From Starbucks to the White House?

Starbucks CEO Howard Schultz is thought to be considering a presidential bid, and I think I speak for tens of millions of coffee drinkers when I say: Someone needs to get this man a venti decaf.

Let’s take a beat, Mr. Schultz, and think this through.

You don’t even have to order anything, unless you’re hungry: Everyone in this restaurant has completed the sensitivity module. Nobody is going to call the cops if you just want to sit there (even if you are sounding a little crazy right now).

Before we talk about your political aspirations, though, I’d like to give you the props your entrepreneurial record deserves: Your 27,000-outlet empire is a magnificent achievement, and you’ve leveraged it to do a lot of good in the world.

Plus you make a swell cup of joe, or at least a consistent one. Politicians who insist they prefer Dunkin’ Donuts coffee are mostly feigning solidarity with constituents who would sooner buy a gold-plated Prius than plunk down $5 for a non-alcoholic beverage.

And you may even be right in surmising that at least some of the skills that have made you a successful captain of industry would be useful in the Oval Office. Lots of former CEOs have made that transition: There’s Herbert Hoover and Donald Trump, just to name—well, all of them.

So it’s not as though the bar is, you know, super-high.

But in my 40 years as a journalist covering corporate CEOs and elected leaders, I’m mostly struck by how different those jobs are, and how rarely the skill set required to excel in the former translates to success in the latter.

It’s not that business people are uniquely unsuited to the cat-herding scutwork of democratic governance. It’s that most people are, including many who have achieved great things in other spheres.

My college friends and acquaintances, for instance, are an unusually accomplished lot. Some of them became entrepreneurs as brilliant as you are. Others have distinguished themselves as scientists, lawyers, engineers and artists. Two of them sit on the U.S. Supreme Court.

But I’m not sure I’d choose any of them to be president, for the same reason I’d pick someone else to repair the loose masonry on my front walk. I’d put a premium on finding someone who has repaired sidewalks before, ideally many times, and with a high rate of success.

That’s what too few people get about politics, Mr. Schultz: It’s a skill, and mostly one the most accomplished politicians have acquired through experience.

Are there exceptions? Of course. A rare few are born leaders who can marshal people and resources to achieve an objective as instinctively as Mozart wrote piano sonatas. But that is not the norm. (Mozart, by the way, would have been a disastrous president.)

I hope you’ve noticed that I haven’t said a word yet about your political values or objectives. That’s not because those don’t matter, any more than flying to Grand Rapids is no different than flying to Madagascar. And from what little I know about your politics, I suspect they’re reasonably compatible with mine.

But before I buy a plane ticket to any destination, I require some assurances that the pilot flying me there knows his way around a cockpit. That’s why seasoned politicians like Detroit Mayor Mike Duggan or former Michigan Gov. John Engler are usually a better choice for any political mission than the bright orthopedic surgeon or baseball coach whose ideological views are an exact replica of my own.

That said, Mr. Schultz, there is one skill every accomplished leader I’ve met in any sphere has shares: an ability to identify and exploit smart people who have specialized knowledge the leader lacks. And even without having done a deep dive into your own career, I’m confident that’s a talent you have in spades. You couldn’t have built Starbucks into a global empire without it.

So my advice to you, if you’re interested in channeling your talents for the greater political good, is to exploit that talent: Find a professional politician who’s spent his life developing his own expertise as diligently as you’ve spent your life developing yours, and make yourself as useful to him or her as Alexander Hamilton was to George Washington.

If you can’t live with being an actor in a supporting role, then start somewhere you can be more confident of making a difference. Before you leap to the conclusion that what you’ve learned as a corporate CEO makes you qualified to be the leader of the free world, see if it makes you a good school board president, a good mayor, or a good governor.

If you can boost reading scores, reduce opioid deaths, or marshal the infrastructure investments the country needs to sustain itself in the next decade, maybe I’ll champion your presidential candidacy one day.

In the meantime, I’d like a grande Pike Place, with room. Nobody makes those better than your guys.

Brian Dickerson is editorial page editor of the Detroit Free Press.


Work task
Copy out all of the entries exactly as they appear.

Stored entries

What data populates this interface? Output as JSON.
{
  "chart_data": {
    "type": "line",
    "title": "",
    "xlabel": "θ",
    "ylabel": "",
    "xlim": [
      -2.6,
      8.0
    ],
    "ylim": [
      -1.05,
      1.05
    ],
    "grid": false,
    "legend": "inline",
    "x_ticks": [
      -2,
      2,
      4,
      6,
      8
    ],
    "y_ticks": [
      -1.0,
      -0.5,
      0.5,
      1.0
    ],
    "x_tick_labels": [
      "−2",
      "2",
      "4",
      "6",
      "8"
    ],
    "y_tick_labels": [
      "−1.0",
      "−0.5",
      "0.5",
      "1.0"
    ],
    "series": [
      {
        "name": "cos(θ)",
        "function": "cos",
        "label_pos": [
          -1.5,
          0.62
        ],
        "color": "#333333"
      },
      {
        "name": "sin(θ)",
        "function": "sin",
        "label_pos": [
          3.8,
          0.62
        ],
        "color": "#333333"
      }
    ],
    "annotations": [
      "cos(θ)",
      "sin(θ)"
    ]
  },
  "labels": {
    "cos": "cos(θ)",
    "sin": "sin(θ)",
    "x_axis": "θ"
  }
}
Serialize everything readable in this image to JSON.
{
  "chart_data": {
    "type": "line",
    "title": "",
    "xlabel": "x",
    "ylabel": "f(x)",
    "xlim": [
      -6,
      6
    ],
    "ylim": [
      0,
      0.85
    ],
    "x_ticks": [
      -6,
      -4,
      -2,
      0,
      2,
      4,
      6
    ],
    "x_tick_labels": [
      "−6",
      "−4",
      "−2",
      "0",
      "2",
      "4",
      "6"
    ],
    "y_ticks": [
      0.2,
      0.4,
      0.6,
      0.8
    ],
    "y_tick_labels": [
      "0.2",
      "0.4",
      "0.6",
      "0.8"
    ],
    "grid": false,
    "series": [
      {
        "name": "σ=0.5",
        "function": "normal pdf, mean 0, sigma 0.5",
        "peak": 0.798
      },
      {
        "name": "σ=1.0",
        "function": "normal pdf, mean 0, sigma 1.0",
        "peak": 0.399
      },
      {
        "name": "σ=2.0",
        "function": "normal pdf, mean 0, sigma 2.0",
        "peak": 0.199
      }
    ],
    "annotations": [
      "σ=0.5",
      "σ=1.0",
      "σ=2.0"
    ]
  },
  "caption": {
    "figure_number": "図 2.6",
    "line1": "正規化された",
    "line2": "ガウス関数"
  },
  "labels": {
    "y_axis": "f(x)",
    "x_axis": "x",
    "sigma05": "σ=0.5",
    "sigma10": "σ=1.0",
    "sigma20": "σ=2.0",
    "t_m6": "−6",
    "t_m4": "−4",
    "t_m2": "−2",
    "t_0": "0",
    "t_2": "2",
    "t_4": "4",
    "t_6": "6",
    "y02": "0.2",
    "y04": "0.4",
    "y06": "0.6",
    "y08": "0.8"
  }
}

Solution
What data populates this interface? Output as JSON.
{
  "chart_data": {
    "type": "line",
    "title": "",
    "xlabel": "θ",
    "ylabel": "",
    "xlim": [
      -2.6,
      8.0
    ],
    "ylim": [
      -1.05,
      1.05
    ],
    "grid": false,
    "legend": "inline",
    "x_ticks": [
      -2,
      2,
      4,
      6,
      8
    ],
    "y_ticks": [
      -1.0,
      -0.5,
      0.5,
      1.0
    ],
    "x_tick_labels": [
      "−2",
      "2",
      "4",
      "6",
      "8"
    ],
    "y_tick_labels": [
      "−1.0",
      "−0.5",
      "0.5",
      "1.0"
    ],
    "series": [
      {
        "name": "cos(θ)",
        "function": "cos",
        "label_pos": [
          -1.5,
          0.62
        ],
        "color": "#333333"
      },
      {
        "name": "sin(θ)",
        "function": "sin",
        "label_pos": [
          3.8,
          0.62
        ],
        "color": "#333333"
      }
    ],
    "annotations": [
      "cos(θ)",
      "sin(θ)"
    ]
  },
  "labels": {
    "cos": "cos(θ)",
    "sin": "sin(θ)",
    "x_axis": "θ"
  }
}
Serialize everything readable in this image to JSON.
{
  "chart_data": {
    "type": "line",
    "title": "",
    "xlabel": "x",
    "ylabel": "f(x)",
    "xlim": [
      -6,
      6
    ],
    "ylim": [
      0,
      0.85
    ],
    "x_ticks": [
      -6,
      -4,
      -2,
      0,
      2,
      4,
      6
    ],
    "x_tick_labels": [
      "−6",
      "−4",
      "−2",
      "0",
      "2",
      "4",
      "6"
    ],
    "y_ticks": [
      0.2,
      0.4,
      0.6,
      0.8
    ],
    "y_tick_labels": [
      "0.2",
      "0.4",
      "0.6",
      "0.8"
    ],
    "grid": false,
    "series": [
      {
        "name": "σ=0.5",
        "function": "normal pdf, mean 0, sigma 0.5",
        "peak": 0.798
      },
      {
        "name": "σ=1.0",
        "function": "normal pdf, mean 0, sigma 1.0",
        "peak": 0.399
      },
      {
        "name": "σ=2.0",
        "function": "normal pdf, mean 0, sigma 2.0",
        "peak": 0.199
      }
    ],
    "annotations": [
      "σ=0.5",
      "σ=1.0",
      "σ=2.0"
    ]
  },
  "caption": {
    "figure_number": "図 2.6",
    "line1": "正規化された",
    "line2": "ガウス関数"
  },
  "labels": {
    "y_axis": "f(x)",
    "x_axis": "x",
    "sigma05": "σ=0.5",
    "sigma10": "σ=1.0",
    "sigma20": "σ=2.0",
    "t_m6": "−6",
    "t_m4": "−4",
    "t_m2": "−2",
    "t_0": "0",
    "t_2": "2",
    "t_4": "4",
    "t_6": "6",
    "y02": "0.2",
    "y04": "0.4",
    "y06": "0.6",
    "y08": "0.8"
  }
}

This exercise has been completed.